Wednesday, August 06, 2008

On finding (something more interesting than) Nemo

Not being in Britain, I didn't have the chance to watch 'The Genius of Darwin' as it was broadcast, and I haven't gotten around to seeing whether the episodes have popped up on YouTube yet.

Charlie Brooker did watch it, and he has also come up with (via) what I think is an original way of describing the creationist belief system:

Since Darwin's death, Dawkins points out, the evidence confirming his discovery has piled up and up and up, many thousand feet above the point of dispute. And yet heroically, many still dispute it.

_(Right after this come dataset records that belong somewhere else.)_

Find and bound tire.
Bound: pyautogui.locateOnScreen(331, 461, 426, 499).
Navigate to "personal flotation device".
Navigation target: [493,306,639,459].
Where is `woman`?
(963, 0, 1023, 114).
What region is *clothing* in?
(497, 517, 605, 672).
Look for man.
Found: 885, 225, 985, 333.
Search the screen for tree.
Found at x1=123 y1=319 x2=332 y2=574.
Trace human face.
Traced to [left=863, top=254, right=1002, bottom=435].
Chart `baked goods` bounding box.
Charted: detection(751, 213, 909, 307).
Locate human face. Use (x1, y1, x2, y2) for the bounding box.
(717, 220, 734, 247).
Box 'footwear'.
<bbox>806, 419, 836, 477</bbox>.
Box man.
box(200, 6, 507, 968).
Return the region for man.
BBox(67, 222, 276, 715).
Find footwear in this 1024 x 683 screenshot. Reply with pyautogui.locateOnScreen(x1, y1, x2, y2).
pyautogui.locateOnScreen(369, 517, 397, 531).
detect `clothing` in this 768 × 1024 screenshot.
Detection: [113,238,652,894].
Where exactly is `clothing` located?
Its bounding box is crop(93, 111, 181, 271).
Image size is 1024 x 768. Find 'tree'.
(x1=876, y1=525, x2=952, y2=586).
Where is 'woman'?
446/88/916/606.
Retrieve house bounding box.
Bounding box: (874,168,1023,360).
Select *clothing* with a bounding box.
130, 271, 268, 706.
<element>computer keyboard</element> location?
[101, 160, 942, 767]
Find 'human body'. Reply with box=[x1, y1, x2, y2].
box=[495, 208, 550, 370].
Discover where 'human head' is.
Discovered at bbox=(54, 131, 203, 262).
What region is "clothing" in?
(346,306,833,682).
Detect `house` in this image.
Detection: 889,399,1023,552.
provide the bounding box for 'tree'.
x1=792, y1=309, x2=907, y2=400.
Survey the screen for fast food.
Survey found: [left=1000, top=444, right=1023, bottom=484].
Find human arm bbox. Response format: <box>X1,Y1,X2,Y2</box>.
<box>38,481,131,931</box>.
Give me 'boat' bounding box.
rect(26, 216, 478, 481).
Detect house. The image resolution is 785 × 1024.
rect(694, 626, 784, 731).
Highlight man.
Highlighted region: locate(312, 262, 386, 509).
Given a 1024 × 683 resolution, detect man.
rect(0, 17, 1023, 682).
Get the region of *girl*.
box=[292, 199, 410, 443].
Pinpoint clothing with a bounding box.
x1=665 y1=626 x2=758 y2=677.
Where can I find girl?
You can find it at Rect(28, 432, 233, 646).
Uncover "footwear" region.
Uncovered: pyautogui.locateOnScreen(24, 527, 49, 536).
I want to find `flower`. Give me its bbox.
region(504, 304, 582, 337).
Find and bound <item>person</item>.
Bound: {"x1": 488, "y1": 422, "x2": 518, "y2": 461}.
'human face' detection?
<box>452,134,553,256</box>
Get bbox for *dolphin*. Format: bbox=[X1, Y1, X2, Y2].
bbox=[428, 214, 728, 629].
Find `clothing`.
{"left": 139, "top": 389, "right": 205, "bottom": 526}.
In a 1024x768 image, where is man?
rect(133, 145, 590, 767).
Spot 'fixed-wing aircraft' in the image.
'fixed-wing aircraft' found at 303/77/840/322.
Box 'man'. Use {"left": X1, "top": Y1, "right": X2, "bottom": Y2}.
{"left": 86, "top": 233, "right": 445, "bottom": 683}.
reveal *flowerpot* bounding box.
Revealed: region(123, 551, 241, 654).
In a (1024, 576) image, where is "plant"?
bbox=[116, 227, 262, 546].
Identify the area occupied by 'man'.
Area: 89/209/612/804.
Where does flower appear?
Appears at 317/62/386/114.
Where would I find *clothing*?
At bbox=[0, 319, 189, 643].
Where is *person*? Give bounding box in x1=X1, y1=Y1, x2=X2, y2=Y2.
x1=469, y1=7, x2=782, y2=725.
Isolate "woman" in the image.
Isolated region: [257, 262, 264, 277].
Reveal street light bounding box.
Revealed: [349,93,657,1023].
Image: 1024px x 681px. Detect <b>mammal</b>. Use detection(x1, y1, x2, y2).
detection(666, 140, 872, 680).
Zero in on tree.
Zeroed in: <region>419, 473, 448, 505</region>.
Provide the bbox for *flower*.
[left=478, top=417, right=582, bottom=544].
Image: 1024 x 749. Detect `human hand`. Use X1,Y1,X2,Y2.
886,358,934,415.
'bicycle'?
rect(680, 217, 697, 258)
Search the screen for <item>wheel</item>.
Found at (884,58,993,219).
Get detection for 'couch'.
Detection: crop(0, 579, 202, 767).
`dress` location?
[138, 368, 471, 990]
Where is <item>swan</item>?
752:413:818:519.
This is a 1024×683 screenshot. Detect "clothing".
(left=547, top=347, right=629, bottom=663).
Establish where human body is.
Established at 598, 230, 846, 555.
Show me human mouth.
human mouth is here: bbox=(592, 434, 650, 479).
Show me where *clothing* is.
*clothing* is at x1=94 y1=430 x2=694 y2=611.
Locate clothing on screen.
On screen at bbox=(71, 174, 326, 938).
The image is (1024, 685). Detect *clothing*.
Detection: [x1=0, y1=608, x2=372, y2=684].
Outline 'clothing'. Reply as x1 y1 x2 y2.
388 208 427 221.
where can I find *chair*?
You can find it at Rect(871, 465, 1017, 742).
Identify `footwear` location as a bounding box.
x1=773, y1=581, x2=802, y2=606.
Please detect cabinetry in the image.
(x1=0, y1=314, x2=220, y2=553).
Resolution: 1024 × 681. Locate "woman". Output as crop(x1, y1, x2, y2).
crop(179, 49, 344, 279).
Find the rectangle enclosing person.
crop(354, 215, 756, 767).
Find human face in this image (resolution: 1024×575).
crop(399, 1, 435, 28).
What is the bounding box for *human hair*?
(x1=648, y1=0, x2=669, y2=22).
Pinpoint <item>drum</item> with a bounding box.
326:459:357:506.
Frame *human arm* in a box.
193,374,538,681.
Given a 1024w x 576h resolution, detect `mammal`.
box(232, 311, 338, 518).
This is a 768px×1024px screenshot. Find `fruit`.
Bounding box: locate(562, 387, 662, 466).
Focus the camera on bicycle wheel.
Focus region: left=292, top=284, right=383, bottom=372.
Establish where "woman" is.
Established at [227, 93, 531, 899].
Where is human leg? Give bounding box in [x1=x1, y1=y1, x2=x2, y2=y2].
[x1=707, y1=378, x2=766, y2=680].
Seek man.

They're like couch potatoes watching Finding Nemo on DVD who've suffered some kind of brain haemorrhage which has led them to believe the story they're watching is real, that their screen is filled with water and talking fish, and that that's all there is to reality - just them and that screen and Nemo - and when you run into the room and point out the DVD player and the cables connecting it to the screen, and you open the windows and point outside and describe how overwhelming the real world is - when you do all that, it only spooks them. So they go on believing in Nemo, with gritted teeth if necessary.

Why do they do that? Well the alternative -- a.k.a. reality -- is not so...nice.

As Dawkins says: "The total amount of suffering in the natural world is beyond all decent contemplation. During the minute it takes me to say these words, thousands of animals are running for their lives, whimpering with fear, feeling teeth sink into their throats. Thousands are dying from starvation or disease or feeling a parasite rasping away from within. There is no central authority; no safety net. For most animals the reality of life is struggling, suffering and death."

Not that there aren't, of course, many much more pleasant things in life for some animals. A few of which we've blogged about recently, such as...um...well, art, Denny's, heavy metal and zoology museums.

And I think we may just have to include Charlie Brooker among them as well.

1 comment:

Anonymous said...

Oh yes, Mr. Brooker definitely gets my vote as someone to buoy you up as we all swirl around together in the cesspit of life... I missed that particular column of his, thanks for pointing it out.